Let's give a simplified little example. Let's say a population starts out with 10 orange people and 90 purple people. Let's say that the orange people reproduce at a rate of 1.8 children per person, always breeding with a purple person. Let's say that the purple people reproduce at a rate of 0.9 children per person (i.e. half the rate), always breeding with a purple person. Let's run this simulation for five generations. What happens? Well, we end up with 189 "orange people" and 53 "purple people". Let's say that everyone learns the language of their father. So, we end up with a population in which 78% of people speak Orange, and only 22% of people speak Purple. But what do their autosomal genes look like? The purple people are still 100% purple, but the "orange people" are by now only just over 3% "orange" in their genes. So we have a population in which 80% of people speak, let's call it, "Finnish", and every one of them learnt that language from birth from a parent, and yet they are only 3% autosomally let's call it 'Siberian" in their ancestry. And yet, one could hardly reasonably say that any "language shift" had taken place - everyone just learnt the language of at least one parent. Of course, in reality the situation would have been a little more complicated in terms of intermarriages and bilingualism and whatnot, and it presumably happened more gradually over time, but you get my point, hopefully: where one population sexually outcompetes another (as the dominance of N1 lineages in Finland proves was the case there), a small genetic contribution can lead to the dominance of one language over another even with pure parent-to-child linguistic inheritence. [as for that 20% relict population - in this simulation they're only 7% of the population two generations later. Presumably you wouldn't call the linguistic conversion of 7% of the population a 'language shift'...]


So, while for the purposes of this discussion we've define language shift to exclude the case where there is ANY significant genetic influence, it should also be obvious that the Finnish case doesn't even meet the much broader definition that calls 'language shift' whenever there is anything less than perfect parent-to-child transmission.
I don't think that anyone is denying the importance of migrations to the spread of languages. The real data, as I'm aware, simply suggests that you can't blindly identify your genetic and linguistic ancestors as the same people.
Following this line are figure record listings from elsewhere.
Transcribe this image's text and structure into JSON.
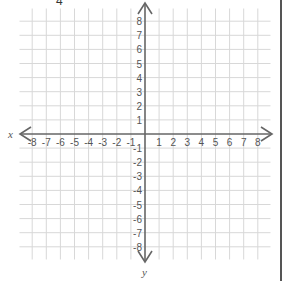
{
  "figure": {
    "type": "coordinate-plane",
    "cut_label": "4",
    "x_axis_label": "x",
    "y_axis_label": "y",
    "x_range": [
      -8,
      8
    ],
    "y_range": [
      -8,
      8
    ],
    "x_ticks": [
      "-8",
      "-7",
      "-6",
      "-5",
      "-4",
      "-3",
      "-2",
      "-1",
      "1",
      "2",
      "3",
      "4",
      "5",
      "6",
      "7",
      "8"
    ],
    "y_ticks": [
      "8",
      "7",
      "6",
      "5",
      "4",
      "3",
      "2",
      "1",
      "-1",
      "-2",
      "-3",
      "-4",
      "-5",
      "-6",
      "-7",
      "-8"
    ],
    "colors": {
      "grid": "#d8d8d8",
      "axis": "#666666",
      "label": "#555555",
      "border": "#555555"
    }
  }
}
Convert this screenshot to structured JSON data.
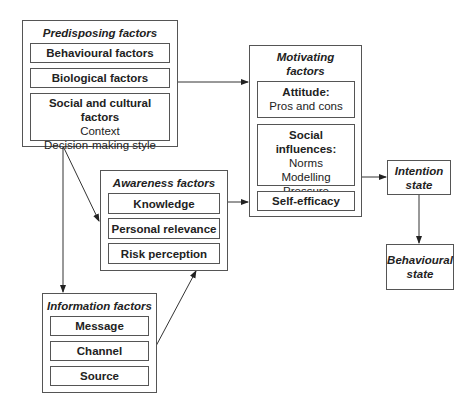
{
  "predisposing": {
    "title": "Predisposing factors",
    "items": [
      {
        "heading": "Behavioural factors"
      },
      {
        "heading": "Biological factors"
      },
      {
        "heading": "Social and cultural factors",
        "sub": [
          "Context",
          "Decision-making style"
        ]
      }
    ]
  },
  "motivating": {
    "title_line1": "Motivating",
    "title_line2": "factors",
    "items": [
      {
        "heading": "Attitude:",
        "sub": [
          "Pros and cons"
        ]
      },
      {
        "heading": "Social influences:",
        "sub": [
          "Norms",
          "Modelling",
          "Pressure"
        ]
      },
      {
        "heading": "Self-efficacy"
      }
    ]
  },
  "awareness": {
    "title": "Awareness factors",
    "items": [
      {
        "heading": "Knowledge"
      },
      {
        "heading": "Personal relevance"
      },
      {
        "heading": "Risk perception"
      }
    ]
  },
  "information": {
    "title": "Information factors",
    "items": [
      {
        "heading": "Message"
      },
      {
        "heading": "Channel"
      },
      {
        "heading": "Source"
      }
    ]
  },
  "intention": {
    "line1": "Intention",
    "line2": "state"
  },
  "behavioural": {
    "line1": "Behavioural",
    "line2": "state"
  }
}
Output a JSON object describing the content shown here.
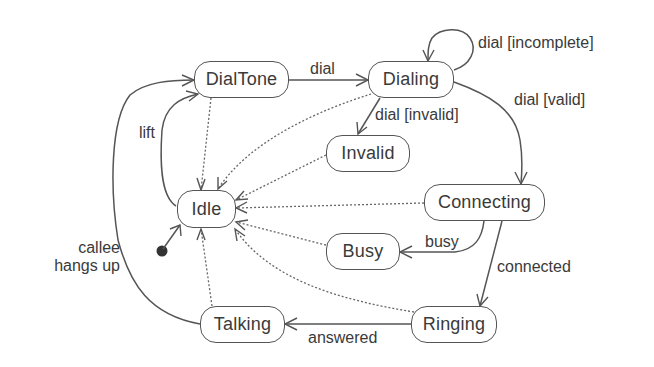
{
  "diagram": {
    "type": "state-machine",
    "title": "",
    "initial_state": "Idle",
    "states": [
      {
        "id": "DialTone",
        "label": "DialTone"
      },
      {
        "id": "Dialing",
        "label": "Dialing"
      },
      {
        "id": "Invalid",
        "label": "Invalid"
      },
      {
        "id": "Idle",
        "label": "Idle"
      },
      {
        "id": "Connecting",
        "label": "Connecting"
      },
      {
        "id": "Busy",
        "label": "Busy"
      },
      {
        "id": "Ringing",
        "label": "Ringing"
      },
      {
        "id": "Talking",
        "label": "Talking"
      }
    ],
    "transitions": [
      {
        "from": "Idle",
        "to": "DialTone",
        "label": "lift",
        "style": "solid"
      },
      {
        "from": "DialTone",
        "to": "Dialing",
        "label": "dial",
        "style": "solid"
      },
      {
        "from": "Dialing",
        "to": "Dialing",
        "label": "dial [incomplete]",
        "style": "solid"
      },
      {
        "from": "Dialing",
        "to": "Invalid",
        "label": "dial [invalid]",
        "style": "solid"
      },
      {
        "from": "Dialing",
        "to": "Connecting",
        "label": "dial [valid]",
        "style": "solid"
      },
      {
        "from": "Connecting",
        "to": "Busy",
        "label": "busy",
        "style": "solid"
      },
      {
        "from": "Connecting",
        "to": "Ringing",
        "label": "connected",
        "style": "solid"
      },
      {
        "from": "Ringing",
        "to": "Talking",
        "label": "answered",
        "style": "solid"
      },
      {
        "from": "Talking",
        "to": "DialTone",
        "label": "callee\nhangs up",
        "style": "solid"
      },
      {
        "from": "DialTone",
        "to": "Idle",
        "label": "",
        "style": "dotted"
      },
      {
        "from": "Dialing",
        "to": "Idle",
        "label": "",
        "style": "dotted"
      },
      {
        "from": "Invalid",
        "to": "Idle",
        "label": "",
        "style": "dotted"
      },
      {
        "from": "Connecting",
        "to": "Idle",
        "label": "",
        "style": "dotted"
      },
      {
        "from": "Busy",
        "to": "Idle",
        "label": "",
        "style": "dotted"
      },
      {
        "from": "Ringing",
        "to": "Idle",
        "label": "",
        "style": "dotted"
      },
      {
        "from": "Talking",
        "to": "Idle",
        "label": "",
        "style": "dotted"
      }
    ]
  },
  "labels": {
    "lift": "lift",
    "dial": "dial",
    "dial_incomplete": "dial [incomplete]",
    "dial_valid": "dial [valid]",
    "dial_invalid": "dial [invalid]",
    "busy": "busy",
    "connected": "connected",
    "answered": "answered",
    "callee_hangs_up": "callee\nhangs up"
  },
  "colors": {
    "line": "#555555",
    "text": "#3a3a3a",
    "background": "#ffffff",
    "initial_dot": "#333333"
  }
}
Nobody has claimed that you can. But I would say that it's misleading to think of 'your ancestors' as being just one group of people: again, ethnicities in reality are not monolithic races. And my point is that it's extremely rare for your (collective) linguistic ancestors not to be at least some of your (collective) genetic ancestors. As opposed to your/WE's contention that knowing your genetic ancestors is almost insignificant in knowing your linguistic ancestors. On the contrary, while I accept that from seeing a, say, genetically 50% IE and 50% uralic population, you can't be sure whether they speak IE or Uralic, you can be very confident that they probably speak one or the other, and not, say, Austronesian. Not 100% confident, but at least 95% confident... Certainly not, as WE would have it, almost 0% confident.
I think it's quite unnecessary to invoke ideas such as "pure and uncontaminated" genes or "white european credentials". Nothing good or productive lies that way and surely no one else has brought them up.
This is not the first time we've discussed these questions, and the context of this very thread is very visible here. I think it's entirely legitimate to point out the naive and overly essentialist assumptions that underpin these ideas.



EDIT: but whatever. No headway is likely to be made here.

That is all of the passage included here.